Does it work out if we imagine that Prince and/or the person who wrote the post don't have the full picture of Cloudflares own involvement?

neom a day ago | parent [-]

It becomes nuanced doesn't it? First thing is: to trust him fully is to understand what it means to trust him... that he knows his business well enough that he can intuitively feel things are wrong. That comes from not being checked out, so: he knows who is in his company and why, he knows the types of projects happening in his business and why, he has easy levers to gain real time information when something feels wrong, and - he monitors his business correctly. I trust Matthew because I know him, so I believe all those things are true. The final part is that trust is also about knowing that mistakes happen, and that they are being: sought out, addressed and owned. So when I say I trust him, it's because I believe everything aforementioned - it makes your scenario safe, at least to me.

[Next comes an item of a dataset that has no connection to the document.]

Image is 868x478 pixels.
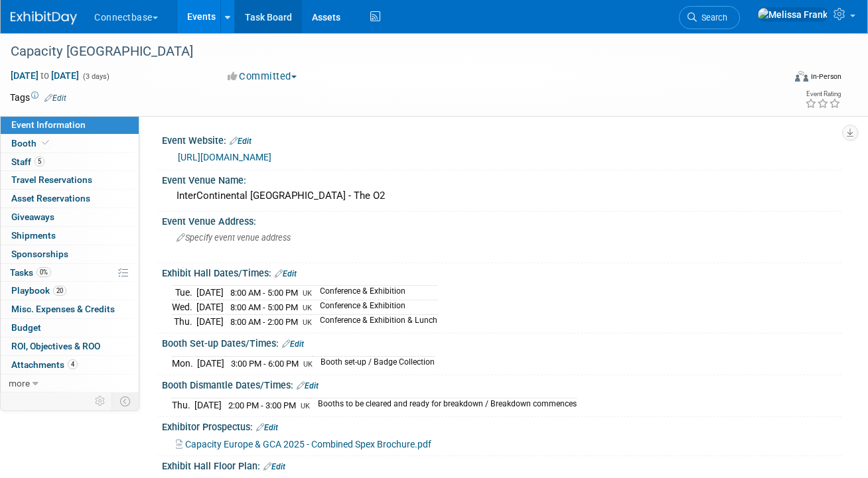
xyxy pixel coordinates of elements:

DANmode a day ago | parent | prev [-]

> if some greater consequence to not publishing was put in place.

Such as, losing trust,

due to this being the one postmortem you don’t write about?

zozbot234 2 days ago | parent | prev | next [-]

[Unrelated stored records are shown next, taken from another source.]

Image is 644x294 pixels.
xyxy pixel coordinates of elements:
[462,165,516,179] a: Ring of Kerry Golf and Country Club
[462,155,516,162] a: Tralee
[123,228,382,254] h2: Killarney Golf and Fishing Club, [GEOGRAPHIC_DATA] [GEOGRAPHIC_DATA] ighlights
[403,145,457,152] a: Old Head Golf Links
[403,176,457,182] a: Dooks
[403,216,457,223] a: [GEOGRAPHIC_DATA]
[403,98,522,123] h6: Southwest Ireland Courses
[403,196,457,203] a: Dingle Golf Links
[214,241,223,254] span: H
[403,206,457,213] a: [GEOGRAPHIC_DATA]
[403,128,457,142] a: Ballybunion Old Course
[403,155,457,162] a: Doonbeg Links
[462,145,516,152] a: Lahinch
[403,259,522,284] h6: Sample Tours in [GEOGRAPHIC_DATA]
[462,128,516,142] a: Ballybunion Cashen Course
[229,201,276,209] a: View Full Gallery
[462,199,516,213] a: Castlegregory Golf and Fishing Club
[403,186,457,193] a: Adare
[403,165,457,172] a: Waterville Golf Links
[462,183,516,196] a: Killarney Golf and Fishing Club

> "Look it wasn't 1 routing issue, it's been happening for even longer! Therefore nothing to look at here!" seems really weak.

It's actually really strong since it implies that there's no real time-based correlation with the recent action in Caracas. Especially as the purported correlation was rather weak to begin with.

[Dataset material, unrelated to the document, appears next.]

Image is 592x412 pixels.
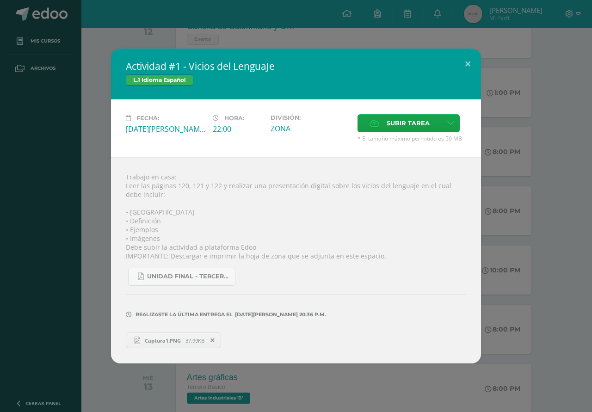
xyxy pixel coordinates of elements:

HeyLaughingBoy a day ago | parent | prev | next [-]

It's even older than Stuxnet, but either Dish Network (Echostar) or DirectTV did something similar in the early 2000's/late 90's.

They were having a lot of trouble with pirate receivers, so they added small chunks of code to normal device updates and this went on over a period of weeks/months. On the final update, it stitched all those bits of code together and every receiver that wasn't a legitimate one displayed the message "GAME OVER" on the screen and stopped working.

Obvs it was a long time ago so forgive me if I get some details wrong.

1bpp 19 hours ago | parent [-]

https://www.theregister.com/2001/01/25/directv_attacks_hacke... The code apparently permanently wrote an infinite loop into hacked smart cards' firmware, bricking them.

HeyLaughingBoy 9 hours ago | parent [-]

Thanks for finding that. I looked around but couldn't figure out any useful search terms.

Aloisius a day ago | parent | prev | next [-]

I looked at this a couple days ago and my thoughts were basically the same as Cloudflare's. It looks like a misconfiguration - one that's easy to make and isn't terribly uncommon. I can't rule out it wasn't an attack, but absent some other evidence, I don't see any reason to believe it was one.

That said, looking at their Cloudflare radar page now for AS8048, I don't recall there being any other BGP route leaks listed there for December from AS8048 and I definitely don't recall there being any BGP origin hijacks listed. The latter is something rather different from a route leak - that looks like someone blackholing some of CANTV's IPs.

I don't think I somehow just missed that since I definitely looked at CANTV's historical behavior to see if anything they did was unusual and that would have been one of the first things I checked, but perhaps they updated radar with data from other collectors or re-ran anomaly detection on historical data.

halJordan 2 days ago | parent | prev [-]

Ah yes, and we're back into "but my buddy told me " if you have to say that then your story just isn't worth saying or hearing and you should reconsider how impervious you are to conspiratorial thinking

aftbit a day ago | parent [-]

The one thing they relied on "my buddy told me" for is actually not really in dispute as they say. Between CALEA, the Snowden leaks, and the earlier stuff (like the beamsplitters in Room 641A), we have known clearly based on a number of public and verifiable sources that the US government has its fingers deeply into the data streams that flow through US companies. This is a reasonable inference even absent all of this information.

Now ... I don't think any of this actually supports the parent comment's implication that Cloudflare took some anti-Venezuela action at the request of the US government, just that your criticism is kinda unfounded.